John smiled at her. Then he nodded, with a little grunt.

Eric had never heard of the boy before. He felt that he would like to find out about him, and wondered whom he should ask. Kent would probably know. Kent knew almost everybody in Chapel Bridge. When they were out driving people often touched their hats or nodded: Good morning, Mr. Kent, who never took any notice of Grandad at all. Mother said that this was simply deliberate Socialistic rudeness. But it couldn't be stopped. It wasn't Kent's fault.

That last spring of the War, in the Easter holidays, Maurice had said laughingly one day: "Suppose we join up, Eric?"

They had been alone together at the time, and though Maurice had laughed, he'd meant what he said, so Eric thought. Maurice had a way of half-jokingly suggesting doing a thing and then, if anyone agreed or dared him to do it, doing it at once—with so much decision that you felt he'd been meaning to, all the time. Only last spring, they'd been up in his bedroom one day and Gerald Ramsbotham had started talking about heights. Gerald said the bedroom was thirty feet from the ground. Maurice said: "No, not nearly that." Gerald said: "Anyhow, I bet you wouldn't like to jump out." "Do you," said Maurice, smiling. "How much?" Gerald said sixpence and Tommy said ninepence. Maurice had climbed out on to

the sill and jumped. He landed in a flower-bed, the only one in the garden, and lay there shouting to them to chuck him down the money. His ankle was twisted a bit, but nothing serious.

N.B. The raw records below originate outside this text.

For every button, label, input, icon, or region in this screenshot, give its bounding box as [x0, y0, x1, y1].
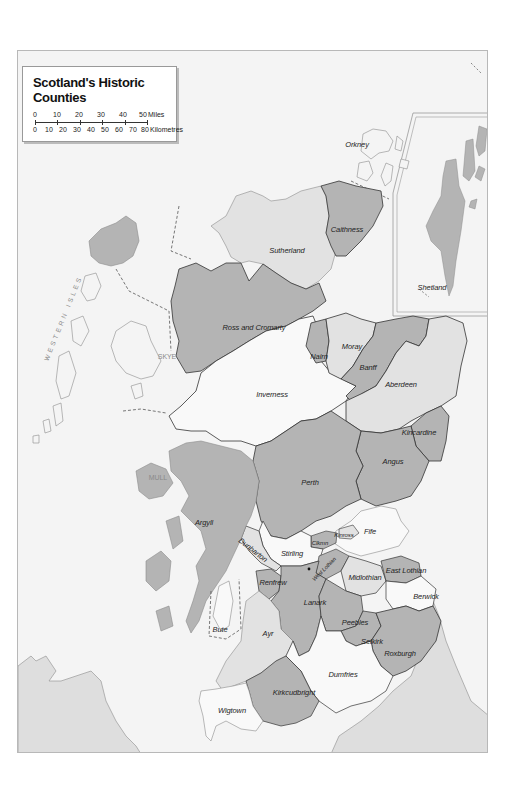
label-nairn: Nairn: [310, 352, 327, 361]
scale-line: [35, 122, 148, 123]
label-midlothian: Midlothian: [348, 573, 381, 582]
label-banff: Banff: [359, 363, 376, 372]
scale-tick: [125, 120, 126, 125]
label-orkney: Orkney: [345, 140, 369, 149]
county-caithness: [321, 181, 383, 256]
label-bute: Bute: [212, 625, 227, 634]
scale-bar: 0 10 20 30 40 50 Miles 0 10 20 30 40 50 …: [33, 111, 173, 137]
label-wigtown: Wigtown: [218, 706, 246, 715]
skye-island: [111, 321, 161, 399]
label-angus: Angus: [383, 457, 404, 466]
scale-tick: [147, 120, 148, 125]
label-ayr: Ayr: [263, 629, 274, 638]
scale-tick: [57, 120, 58, 125]
islay-jura: [146, 516, 183, 631]
scale-km-unit: Kilometres: [150, 126, 183, 133]
label-renfrew: Renfrew: [259, 578, 286, 587]
label-clackmannan: Clkmn: [312, 540, 329, 546]
map-frame: Orkney Shetland Caithness Sutherland Ros…: [17, 50, 488, 753]
label-perth: Perth: [301, 478, 318, 487]
scale-km-tick: 30: [73, 126, 81, 133]
label-shetland: Shetland: [418, 283, 447, 292]
label-selkirk: Selkirk: [361, 637, 383, 646]
scale-km-tick: 50: [101, 126, 109, 133]
label-kinross: Kinross: [334, 532, 353, 538]
scale-mile-tick: 20: [75, 111, 83, 118]
legend-title: Scotland's Historic Counties: [33, 75, 176, 105]
shetland-islands: [426, 126, 487, 296]
label-ross-and-cromarty: Ross and Cromarty: [223, 323, 286, 332]
scale-km-tick: 40: [87, 126, 95, 133]
scale-km-tick: 0: [33, 126, 37, 133]
label-caithness: Caithness: [331, 225, 363, 234]
label-kincardine: Kincardine: [402, 428, 436, 437]
scale-mile-tick: 30: [97, 111, 105, 118]
county-bute: [213, 581, 233, 631]
label-stirling: Stirling: [281, 549, 303, 558]
scale-km-tick: 80: [141, 126, 149, 133]
label-east-lothian: East Lothian: [386, 566, 427, 575]
label-dumfries: Dumfries: [328, 670, 357, 679]
label-peebles: Peebles: [342, 618, 368, 627]
mull-island: [136, 463, 173, 499]
label-berwick: Berwick: [413, 592, 439, 601]
scale-mile-tick: 50: [139, 111, 147, 118]
location-dot: [308, 568, 311, 571]
scale-tick: [102, 120, 103, 125]
scale-mile-tick: 40: [119, 111, 127, 118]
label-lanark: Lanark: [304, 598, 326, 607]
scale-km-tick: 60: [115, 126, 123, 133]
label-skye: SKYE: [158, 353, 176, 360]
label-argyll: Argyll: [195, 518, 213, 527]
label-sutherland: Sutherland: [269, 246, 304, 255]
northern-ireland-land: [18, 656, 141, 753]
label-mull: MULL: [149, 474, 167, 481]
scale-mile-tick: 0: [33, 111, 37, 118]
label-moray: Moray: [342, 342, 362, 351]
label-kirkcudbright: Kirkcudbright: [273, 688, 315, 697]
label-aberdeen: Aberdeen: [385, 380, 417, 389]
scale-km-tick: 70: [129, 126, 137, 133]
scale-tick: [80, 120, 81, 125]
map-legend: Scotland's Historic Counties 0 10 20 30 …: [22, 66, 177, 142]
lewis-ross: [89, 216, 139, 266]
scale-tick: [35, 120, 36, 125]
label-roxburgh: Roxburgh: [384, 649, 416, 658]
scale-km-tick: 20: [59, 126, 67, 133]
scotland-map: [18, 51, 488, 753]
label-fife: Fife: [364, 527, 376, 536]
scale-mile-tick: 10: [53, 111, 61, 118]
label-inverness: Inverness: [256, 390, 288, 399]
scale-miles-unit: Miles: [148, 111, 164, 118]
scale-km-tick: 10: [45, 126, 53, 133]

Those words of Maurice's had thrown Eric into a fever of doubts and hesitations for the rest of the holidays. Almost every day he was on the point of going to Maurice and saying: "Come along. I'm ready." Every night he lay awake for hours think­ing about it, screwing himself up. At night, in the darkness, he was brave. The adventure seemed possible, almost easy. He saw it before him in the blackness, lived through it in all its stages. They would have been passed, almost certainly. They were tall for their age at fifteen, and at that time, with the German Push going forward, they couldn't afford to be particular whom they took. Eric saw their life together in the training-camp, watched himself and Maurice drilling, being taught how to fight with bayonets, embarking on the troop­ship, cheering from French trains—Are we down­hearted?—arriving in billets, going up along miles of communication trenches to the front line, wait­ing for the zero hour at dawn, in thin rain. He weighed, tasted every experience, every hardship —decided that, with Maurice, he could face them all.

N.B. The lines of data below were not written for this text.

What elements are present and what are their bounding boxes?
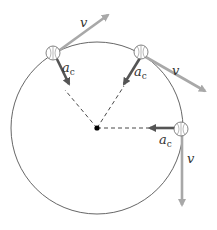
circular-motion-diagram: v ac v ac v ac — [0, 0, 217, 230]
radius-lines — [65, 86, 165, 128]
velocity-label: v — [80, 15, 88, 30]
position-right: v ac — [150, 122, 195, 205]
acceleration-label: ac — [159, 132, 172, 149]
acceleration-label: ac — [62, 60, 75, 77]
acceleration-label: ac — [134, 64, 147, 81]
velocity-label: v — [172, 63, 180, 78]
position-upper-right: v ac — [124, 45, 205, 91]
position-upper-left: v ac — [46, 15, 108, 84]
velocity-label: v — [187, 151, 195, 166]
center-point — [94, 125, 99, 130]
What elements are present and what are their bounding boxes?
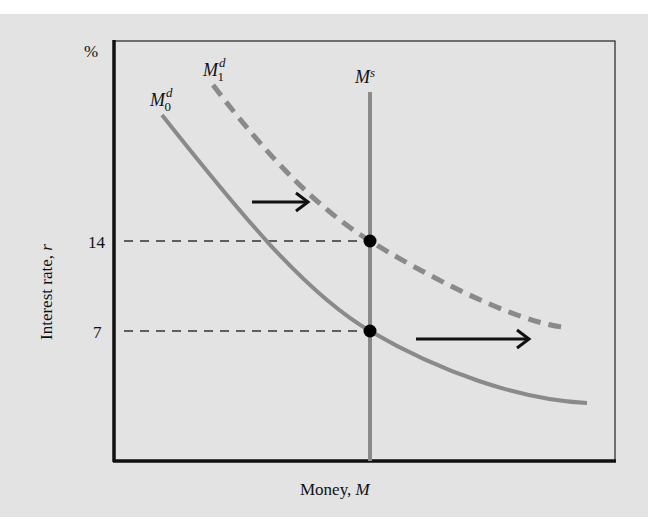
- tick-label-7: 7: [93, 323, 102, 342]
- money-market-chart: % 14 7 Interest rate, r Money, M Md0 Md1…: [0, 0, 654, 521]
- shift-arrow-icon: [252, 193, 308, 211]
- money-demand-curve-0: [162, 115, 587, 403]
- m1-demand-label: Md1: [202, 55, 226, 84]
- m0-demand-label: Md0: [149, 85, 173, 114]
- tick-label-14: 14: [88, 233, 106, 252]
- percent-label: %: [84, 42, 98, 61]
- y-axis-title: Interest rate, r: [37, 244, 56, 340]
- equilibrium-point-14: [364, 235, 377, 248]
- money-demand-curve-1: [213, 85, 562, 327]
- shift-arrow-icon: [416, 330, 529, 348]
- equilibrium-point-7: [364, 325, 377, 338]
- money-supply-label: Ms: [354, 65, 375, 87]
- x-axis-title: Money, M: [300, 480, 371, 499]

It hadn't been a mere day-dream, either. Again and again he'd all but asked the question. And of course Maurice would have come. The truth

was, he'd been held back by pure fear—nothing else. Yes, I'm a coward all right, Eric thought.

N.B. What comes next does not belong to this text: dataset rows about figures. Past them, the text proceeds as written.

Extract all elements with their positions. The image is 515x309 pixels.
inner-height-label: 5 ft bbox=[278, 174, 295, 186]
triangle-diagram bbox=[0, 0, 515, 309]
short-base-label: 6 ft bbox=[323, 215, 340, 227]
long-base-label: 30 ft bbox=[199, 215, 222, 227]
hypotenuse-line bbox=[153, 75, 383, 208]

But suppose he had known then of someone else—of his own age—who'd done the same thing. This boy, for instance. That example might just have turned the balance. And so, one night, they'd have run away, caught an early morning train into Manchester, leaving notes in their bedrooms. And, as a matter of fact, the War would have been practi­cally over before they got out to the Front at all. And now they'd be war heroes, old soldiers, as good as grown-up men, respected by everybody. Or their names might be written with his father's on the Cross. Eric preferred to think of that. No, not Maurice's name. His own, only. He had saved Maurice's life. They got him back to the base hospital, fatally wounded. He felt no pain. Maurice came and knelt by his bed. Oh, Eric, why did you do it? I don't deserve it. But Eric smiled and said: I'm glad I did it, Maurice. You mustn't cry like that. You must try to make things easier for my mother. Maurice was standing today beside Aunt Mary and Anne at the Cross. Maurice wore a black band round his arm. They talked of Eric. Maurice said: We shall never forget him. Never. What bloody trash, cried Eric to himself, pouncing suddenly upon the day-dream, kicking it savagely, smashing it to atoms.